Watts was one of a group of people involved in the beating, although he was the only one indicted for it.

His lawyer, Robert Berger, said Watts accepted a deal to plead guilty to one count of assault in order to avoid causing more problems back home.

“We didn’t want to create any more trouble on the reservation by having a trial and having everybody testify — this is his thinking — and creating a divide,” Berger said.

Although Watts and Berger initially wanted to go to trial, they changed their mind when no one wanted to testify on Watts’ behalf. Several witnesses had been drinking all day, and one witness had fought with one of the victims earlier in the day.

Watts also was drinking before the assault.

The case was “essentially a bar room brawl, and who knows what the facts are,” Berger said.

Watts thinks the sentence is fair, Berger said.

Watts chose to not make a statement during his sentencing hearing.

He has been getting his G.E.D. while in jail and wants to go to art school to be a painter, the judge noted.

The case has already raised long-standing concerns about witness retaliation.

Prosecutors said when Watts struck Root, he said, “This is for my brother Nathaniel Taylor!”

Root was a witness in a 1998 murder case against Taylor, who is Watts’ half-brother.

In that case, Taylor was sentenced to 10 years in prison for the stabbing of Richard Bearshead. The case was not prosecuted until 2003.

Two witnesses heard someone shout about Taylor, and one of them identified Watts as the man who said it, FBI Special Agent Margaret Russin testified.

Berger said Watts did not grow up with his half-brother, Taylor, and he did not attack Root as revenge for his long-ago testimony in the murder case.

“The thought that Benny Watts in 2011 is retaliating against Root for that role he had is somewhat fantastic to believe,” Berger said.

But Russin said a reluctance of crime witnesses to talk to police is a constant feature of nearly every case she investigates on the reservation.

Towaoc is a small town where nearly everyone is somehow related, she said.

And then there’s fear.

“I think in general there’s a lack of belief the police will be able to protect them if they testify,” Russin said.

Witness intimidation ranges from phone messages to Facebook postings to jailhouse talk “all the way up to homicide,” she said.

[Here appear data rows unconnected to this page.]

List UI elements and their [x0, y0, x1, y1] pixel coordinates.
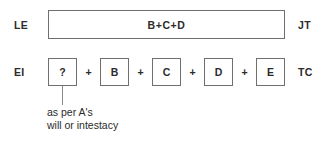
plus-sign-2: + — [137, 67, 143, 78]
life-estate-box-label: B+C+D — [147, 19, 185, 31]
annotation-text: as per A's will or intestacy — [47, 106, 118, 132]
share-box-label: D — [215, 67, 223, 78]
annotation-line-1: as per A's — [47, 106, 118, 119]
plus-sign-3: + — [189, 67, 195, 78]
share-box-label: ? — [59, 67, 65, 78]
share-box-label: E — [267, 67, 274, 78]
plus-sign-4: + — [241, 67, 247, 78]
share-box-unknown: ? — [48, 58, 77, 86]
share-box-c: C — [152, 58, 181, 86]
share-box-d: D — [204, 58, 233, 86]
row1-left-label: LE — [14, 20, 28, 31]
share-box-row: ? + B + C + D + E — [48, 58, 285, 86]
annotation-line-2: will or intestacy — [47, 119, 118, 132]
row2-left-label: EI — [14, 67, 25, 78]
connector-line — [62, 86, 63, 105]
row1-right-label: JT — [298, 20, 311, 31]
share-box-label: B — [111, 67, 119, 78]
row2-right-label: TC — [298, 67, 313, 78]
plus-sign-1: + — [85, 67, 91, 78]
share-box-label: C — [163, 67, 171, 78]
share-box-b: B — [100, 58, 129, 86]
estate-interest-diagram: LE B+C+D JT EI ? + B + C + D + E TC as p… — [0, 0, 336, 146]
share-box-e: E — [256, 58, 285, 86]
life-estate-box: B+C+D — [48, 10, 285, 39]
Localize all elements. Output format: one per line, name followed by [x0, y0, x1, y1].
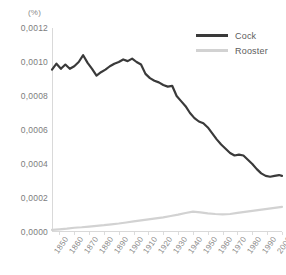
x-axis-tick-label: 1850: [53, 235, 71, 255]
legend-label: Rooster: [235, 46, 268, 56]
x-axis-tick-label: 1920: [157, 235, 175, 255]
x-axis-tick-label: 1880: [97, 235, 115, 255]
plot-area: [52, 28, 282, 232]
chart-legend: CockRooster: [196, 28, 286, 58]
x-axis-tick-mark: [148, 232, 149, 235]
y-axis-tick-label: 0,0006: [2, 125, 48, 135]
x-axis-tick-mark: [223, 232, 224, 235]
x-axis-tick-label: 1980: [246, 235, 264, 255]
x-axis-tick-mark: [119, 232, 120, 235]
x-axis-tick-mark: [282, 232, 283, 235]
legend-item[interactable]: Rooster: [196, 43, 286, 58]
y-axis-tick-label: 0,0008: [2, 91, 48, 101]
legend-label: Cock: [235, 31, 256, 41]
series-lines: [52, 28, 282, 232]
x-axis-tick-label: 1940: [186, 235, 204, 255]
x-axis-tick-mark: [163, 232, 164, 235]
y-axis-tick-label: 0,0002: [2, 193, 48, 203]
x-axis-tick-label: 1950: [201, 235, 219, 255]
x-axis-tick-label: 1870: [82, 235, 100, 255]
x-axis-tick-label: 1930: [171, 235, 189, 255]
x-axis-tick-label: 1970: [231, 235, 249, 255]
x-axis-tick-label: 1860: [68, 235, 86, 255]
y-axis-tick-label: 0,0010: [2, 57, 48, 67]
x-axis-tick-labels: 1850186018701880189019001910192019301940…: [52, 232, 282, 275]
x-axis-tick-mark: [178, 232, 179, 235]
line-chart: (%) 0,00120,00100,00080,00060,00040,0002…: [0, 0, 286, 275]
y-axis-tick-label: 0,0004: [2, 159, 48, 169]
y-axis-tick-label: 0,0012: [2, 23, 48, 33]
series-line-cock: [52, 55, 282, 177]
x-axis-tick-label: 1960: [216, 235, 234, 255]
x-axis-tick-mark: [89, 232, 90, 235]
x-axis-tick-mark: [237, 232, 238, 235]
x-axis-tick-label: 1910: [142, 235, 160, 255]
x-axis-tick-label: 1900: [127, 235, 145, 255]
y-axis-tick-labels: 0,00120,00100,00080,00060,00040,00020,00…: [0, 0, 48, 275]
legend-swatch-icon: [196, 49, 228, 52]
x-axis-tick-mark: [59, 232, 60, 235]
legend-swatch-icon: [196, 34, 228, 37]
x-axis-tick-mark: [252, 232, 253, 235]
y-axis-tick-label: 0,0000: [2, 227, 48, 237]
x-axis-tick-mark: [134, 232, 135, 235]
x-axis-tick-mark: [74, 232, 75, 235]
series-line-rooster: [52, 207, 282, 230]
x-axis-tick-mark: [208, 232, 209, 235]
x-axis-tick-label: 1890: [112, 235, 130, 255]
x-axis-tick-mark: [104, 232, 105, 235]
x-axis-tick-mark: [193, 232, 194, 235]
legend-item[interactable]: Cock: [196, 28, 286, 43]
x-axis-tick-mark: [267, 232, 268, 235]
x-axis-tick-label: 1990: [260, 235, 278, 255]
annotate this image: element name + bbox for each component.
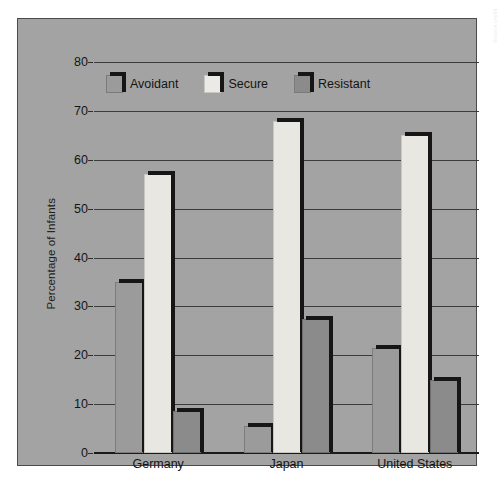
bar-united-states-secure [401,135,429,453]
bar-united-states-avoidant [372,348,400,453]
y-tick-label: 50 [44,202,88,216]
legend-swatch-shadow-right [310,72,314,92]
legend-swatch-resistant [294,75,311,93]
x-axis-tick-labels: GermanyJapanUnited States [94,457,479,481]
bar-germany-resistant [173,411,201,453]
bar-japan-secure [273,121,301,453]
y-axis-tick-labels: 01020304050607080 [38,62,88,453]
legend-item-avoidant: Avoidant [106,75,178,93]
chart-legend: AvoidantSecureResistant [106,71,396,97]
figure-container: Source credit Percentage of Infants 0102… [0,0,504,494]
plot-area [94,62,479,453]
gridline [94,111,479,112]
bar-shadow-right [171,171,175,452]
y-tick-mark [88,111,93,112]
y-tick-mark [88,306,93,307]
y-tick-mark [88,258,93,259]
bar-shadow-right [329,316,333,452]
margin-credit-label: Source credit [492,8,498,43]
legend-item-resistant: Resistant [294,75,370,93]
x-tick-label-united-states: United States [377,457,452,471]
legend-label-resistant: Resistant [318,77,370,91]
y-tick-label: 70 [44,104,88,118]
y-tick-label: 60 [44,153,88,167]
x-tick-label-japan: Japan [269,457,303,471]
bar-germany-avoidant [115,282,143,453]
y-tick-mark [88,209,93,210]
y-tick-label: 20 [44,348,88,362]
y-tick-label: 10 [44,397,88,411]
y-tick-mark [88,453,93,454]
legend-swatch-shadow-right [122,72,126,92]
bar-united-states-resistant [430,380,458,453]
bar-shadow-right [457,377,461,452]
gridline [94,62,479,63]
y-tick-label: 80 [44,55,88,69]
x-tick-label-germany: Germany [132,457,183,471]
bar-japan-avoidant [244,426,272,453]
legend-label-avoidant: Avoidant [130,77,178,91]
y-tick-mark [88,355,93,356]
legend-swatch-secure [204,75,221,93]
legend-swatch-avoidant [106,75,123,93]
y-tick-mark [88,62,93,63]
y-tick-mark [88,404,93,405]
chart-panel: Percentage of Infants 01020304050607080 … [17,18,477,466]
margin-credit-text: Source credit [488,8,502,188]
legend-label-secure: Secure [228,77,268,91]
bar-germany-secure [144,174,172,453]
y-tick-label: 0 [44,446,88,460]
bar-shadow-right [200,408,204,452]
bar-japan-resistant [302,319,330,453]
y-tick-label: 40 [44,251,88,265]
y-tick-mark [88,160,93,161]
y-tick-label: 30 [44,299,88,313]
legend-swatch-shadow-right [220,72,224,92]
legend-item-secure: Secure [204,75,268,93]
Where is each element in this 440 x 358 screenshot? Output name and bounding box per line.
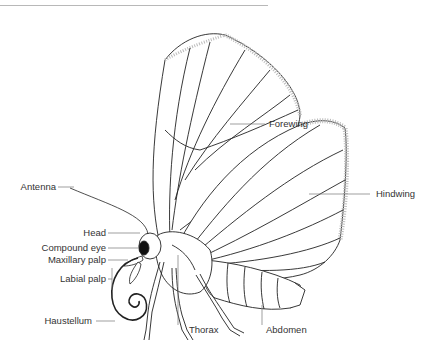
head <box>139 233 161 259</box>
label-hindwing: Hindwing <box>376 188 415 199</box>
label-thorax: Thorax <box>189 324 219 335</box>
label-abdomen: Abdomen <box>266 324 307 335</box>
haustellum <box>112 258 147 320</box>
label-compound-eye: Compound eye <box>0 242 106 253</box>
label-forewing: Forewing <box>269 118 308 129</box>
label-antenna: Antenna <box>0 181 56 192</box>
compound-eye <box>139 241 149 255</box>
label-head: Head <box>0 227 106 238</box>
moth-illustration <box>0 0 440 358</box>
label-maxillary-palp: Maxillary palp <box>0 254 106 265</box>
label-haustellum: Haustellum <box>0 315 92 326</box>
label-labial-palp: Labial palp <box>0 273 106 284</box>
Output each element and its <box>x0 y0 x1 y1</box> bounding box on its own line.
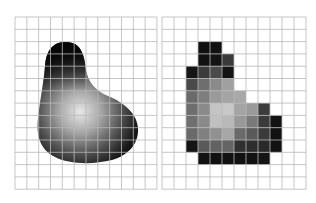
pixel-cell <box>246 140 258 152</box>
pixel-cell <box>222 140 234 152</box>
pixel-grid-figure <box>158 0 316 203</box>
pixel-cell <box>186 66 198 78</box>
pixel-cell <box>258 115 270 127</box>
pixel-cell <box>222 79 234 91</box>
pixel-cell <box>210 42 222 54</box>
pixel-cell <box>198 79 210 91</box>
pixel-cell <box>198 103 210 115</box>
pixel-cell <box>246 128 258 140</box>
pixel-cell <box>246 103 258 115</box>
pixel-cell <box>258 152 270 164</box>
pixel-cell <box>234 91 246 103</box>
pixel-cell <box>222 54 234 66</box>
pixel-cell <box>210 91 222 103</box>
pixel-cell <box>198 115 210 127</box>
pixel-cell <box>210 54 222 66</box>
pixel-cell <box>222 115 234 127</box>
pixel-cell <box>198 54 210 66</box>
pixel-cell <box>258 128 270 140</box>
pixel-cell <box>222 128 234 140</box>
pixel-cell <box>234 140 246 152</box>
pixel-cell <box>222 66 234 78</box>
grid-lines <box>162 17 306 189</box>
pixel-cell <box>210 66 222 78</box>
pixel-cell <box>210 128 222 140</box>
pixel-cell <box>222 152 234 164</box>
pixel-cell <box>246 115 258 127</box>
pixel-cell <box>270 115 282 127</box>
pixel-cell <box>198 152 210 164</box>
pixel-cell <box>210 103 222 115</box>
sampled-image-panel <box>158 0 316 203</box>
pixel-cell <box>270 140 282 152</box>
continuous-blob-figure <box>0 0 158 203</box>
pixel-cell <box>258 103 270 115</box>
pixel-cell <box>234 103 246 115</box>
pixel-cell <box>222 103 234 115</box>
pixel-cell <box>186 79 198 91</box>
pixel-cell <box>222 91 234 103</box>
blob-top-shadow <box>43 42 88 92</box>
pixel-cell <box>198 42 210 54</box>
pixel-cell <box>198 66 210 78</box>
pixel-cell <box>210 79 222 91</box>
pixel-cell <box>198 128 210 140</box>
pixel-cell <box>210 115 222 127</box>
pixel-cell <box>198 140 210 152</box>
pixel-cell <box>270 128 282 140</box>
pixel-cell <box>258 140 270 152</box>
pixel-cell <box>186 140 198 152</box>
pixel-cell <box>234 152 246 164</box>
pixel-cell <box>210 140 222 152</box>
pixel-cell <box>186 91 198 103</box>
pixel-cell <box>186 103 198 115</box>
pixel-cell <box>198 91 210 103</box>
pixel-cell <box>246 152 258 164</box>
pixel-cell <box>186 115 198 127</box>
pixel-cell <box>186 128 198 140</box>
continuous-image-panel <box>0 0 158 203</box>
grid-lines <box>15 17 157 189</box>
pixel-cell <box>234 128 246 140</box>
pixel-cell <box>234 115 246 127</box>
pixel-cell <box>210 152 222 164</box>
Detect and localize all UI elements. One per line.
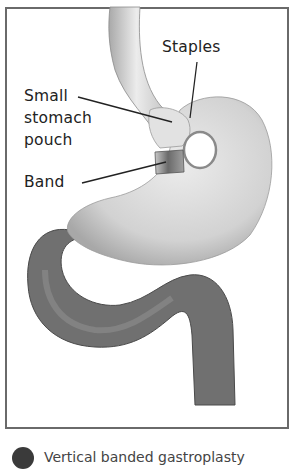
label-pouch-line1: Small	[24, 87, 68, 106]
label-pouch-line2: stomach	[24, 109, 92, 128]
gastric-band	[155, 150, 184, 174]
staple-window	[184, 132, 216, 168]
label-staples: Staples	[162, 38, 221, 57]
label-band: Band	[24, 173, 65, 192]
label-pouch-line3: pouch	[24, 131, 73, 150]
numbered-badge-icon	[12, 447, 34, 469]
figure-caption: Vertical banded gastroplasty	[44, 449, 245, 465]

Prosecutor Todd Norvell and Berger worked out the 21-month sentence deal in advance, and Norvell urged the judge to support it because it was long enough to do justice but not so long that it would cause hard feelings.

The vast majority of people in Towaoc just want to live in peace and safety, Norvell said.

“This can send a message to the community: Please report. Please come forward,” Norvell said. “”We have to make something positive happen in cases where we get a chance to do that.”